Miss Horniman staged _The King's Threshold_ at her own expense, and
she both designed and made the costumes. The costumes for the coming
performances of _On Baile's Strand_ are also her work and her gift and
her design.
She made and paid for the costumes in _The Shadowy Waters_,
but in this case followed a colour-scheme of mine. The colour-scheme
in _The Hour-Glass_, our first experiment, was worked out by Mr.
Robert Gregory and myself, and the costumes were made by Miss Lavelle,
a member of the company; while Mr. Robert Gregory has designed the
costumes and scenery for _Kincora_. As we gradually accumulate costumes
in all the main colours and shades, we will be able to get new effects
by combining them in different ways without buying new ones. Small
dramatic societies, and our example is beginning to create a number,
not having so many friends as we have, might adopt a simpler plan,
suggested to us by a very famous decorative artist. Let them have
one suit of clothes for a king, another for a queen, another for a
fighting-man, another for a messenger, and so on, and if these clothes
are loose enough to fit different people, they can perform any romantic
play that comes without new cost. The audience would soon get used to
this way of symbolising, as it were, the different ranks and classes
of men, and as the king would wear, no matter what the play might be,
the same crown and robe, they could have them very fine in the end.
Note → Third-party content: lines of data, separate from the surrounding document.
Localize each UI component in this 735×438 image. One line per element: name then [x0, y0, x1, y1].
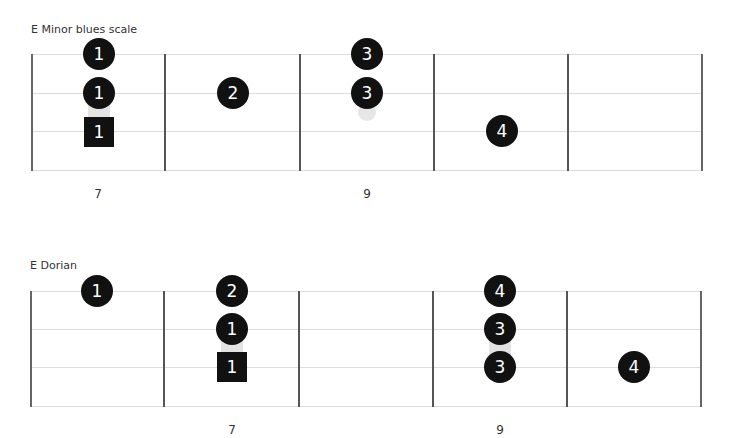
fret-line — [700, 291, 702, 407]
fret-line — [566, 291, 568, 407]
string-line — [30, 367, 702, 368]
finger-note: 1 — [83, 77, 115, 109]
finger-note: 1 — [216, 313, 248, 345]
finger-note: 1 — [83, 38, 115, 70]
fret-line — [298, 291, 300, 407]
string-line — [30, 406, 702, 407]
finger-note: 4 — [618, 351, 650, 383]
finger-note: 1 — [81, 275, 113, 307]
fret-number: 7 — [217, 423, 247, 437]
finger-note: 2 — [216, 275, 248, 307]
string-line — [30, 291, 702, 292]
root-note: 1 — [217, 352, 247, 382]
string-line — [30, 329, 702, 330]
fret-number: 9 — [485, 423, 515, 437]
finger-note: 2 — [217, 77, 249, 109]
fret-line — [432, 291, 434, 407]
finger-note: 3 — [484, 351, 516, 383]
fret-line — [163, 291, 165, 407]
finger-note: 3 — [351, 77, 383, 109]
finger-note: 4 — [484, 275, 516, 307]
diagram-title: E Dorian — [30, 259, 77, 272]
root-note: 1 — [84, 117, 114, 147]
finger-note: 3 — [484, 313, 516, 345]
finger-note: 3 — [351, 38, 383, 70]
fret-line — [30, 291, 32, 407]
finger-note: 4 — [486, 115, 518, 147]
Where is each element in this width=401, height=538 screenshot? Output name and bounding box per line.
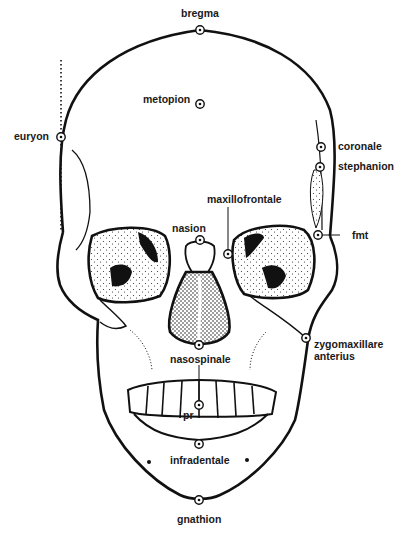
- marker-infradentale: [195, 440, 203, 448]
- marker-nasion: [196, 236, 204, 244]
- right-mental-foramen: [245, 458, 249, 462]
- label-nasospinale: nasospinale: [170, 353, 231, 365]
- marker-stephanion: [316, 163, 324, 171]
- left-mental-foramen: [147, 460, 151, 464]
- nasal-bones: [185, 242, 214, 273]
- marker-pr: [195, 401, 203, 409]
- label-infradentale: infradentale: [170, 454, 230, 466]
- label-gnathion: gnathion: [177, 513, 221, 525]
- right-zygomaxillary-suture: [250, 296, 306, 338]
- marker-maxillofrontale: [224, 250, 232, 258]
- label-stephanion: stephanion: [338, 160, 394, 172]
- label-pr: pr: [183, 409, 194, 421]
- label-coronale: coronale: [338, 140, 382, 152]
- left-zygomaxillary-suture: [100, 300, 126, 329]
- marker-metopion: [196, 100, 204, 108]
- label-maxillofrontale: maxillofrontale: [207, 193, 282, 205]
- temporal-fossa-right-stipple: [310, 170, 323, 228]
- left-canine-fossa: [130, 330, 152, 370]
- cranial-vault-outline: [60, 30, 334, 236]
- label-metopion: metopion: [143, 93, 190, 105]
- marker-coronale: [317, 143, 325, 151]
- lower-teeth: [134, 414, 268, 440]
- marker-nasospinale: [195, 341, 203, 349]
- label-zygomaxillare-anterius: zygomaxillare anterius: [314, 338, 383, 362]
- temporal-fossa-left: [72, 150, 90, 250]
- marker-zygomaxillare: [302, 334, 310, 342]
- marker-fmt: [314, 231, 322, 239]
- marker-euryon: [57, 133, 65, 141]
- nasal-septum: [199, 276, 200, 344]
- label-nasion: nasion: [172, 222, 206, 234]
- label-bregma: bregma: [181, 7, 219, 19]
- right-canine-fossa: [250, 332, 266, 370]
- marker-gnathion: [195, 496, 203, 504]
- label-fmt: fmt: [352, 229, 368, 241]
- marker-bregma: [196, 26, 204, 34]
- label-euryon: euryon: [14, 130, 49, 142]
- skull-diagram: bregma metopion euryon coronale stephani…: [0, 0, 401, 538]
- left-orbit: [89, 228, 170, 303]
Now, one wealthy theatre-goer and now another might add a pearl to the
queen's necklace, or a jewel to her crown, and be the more regular in
attendance at the theatre because that gift shone out there like a good
deed.
We can hardly do all we hope unless there are many more of these little
societies to be centres of dramatic art and of the allied arts. But
a very few actors went from town to town in ancient Greece, finding
everywhere more or less well trained singers among the principal
townsmen to sing the chorus that had otherwise been the chief expense.
In the days of the stock companies two or three well-known actors would
go from town to town finding actors for all the minor parts in the
local companies. If we are to push our work into the small towns and
villages, local dramatic clubs must take the place of the old stock
companies. A good-sized town should be able to give us a large enough
audience for our whole, or nearly our whole, company to go there; but
the need for us is greater in those small towns where the poorest
kind of farce and melodrama have gone and Shakespearean drama has not
gone, and it is here that we will find it hardest to get intelligent
audiences. If a dramatic club existed in one of the larger towns near,
they could supply us not only with actors, should we need them, in
their own town, but with actors when we went to the small towns and to
the villages where the novelty of any kind of drama would make success
certain. These clubs would play in Gaelic far better than we can hope
to, for they would have native Gaelic speakers, and should we succeed
in stirring the imagination of the people enough to keep the rivalry
between plays in English and Irish to a rivalry in quality, the
certain development of two schools with distinct though very kindred
ideals would increase the energy and compass of our art.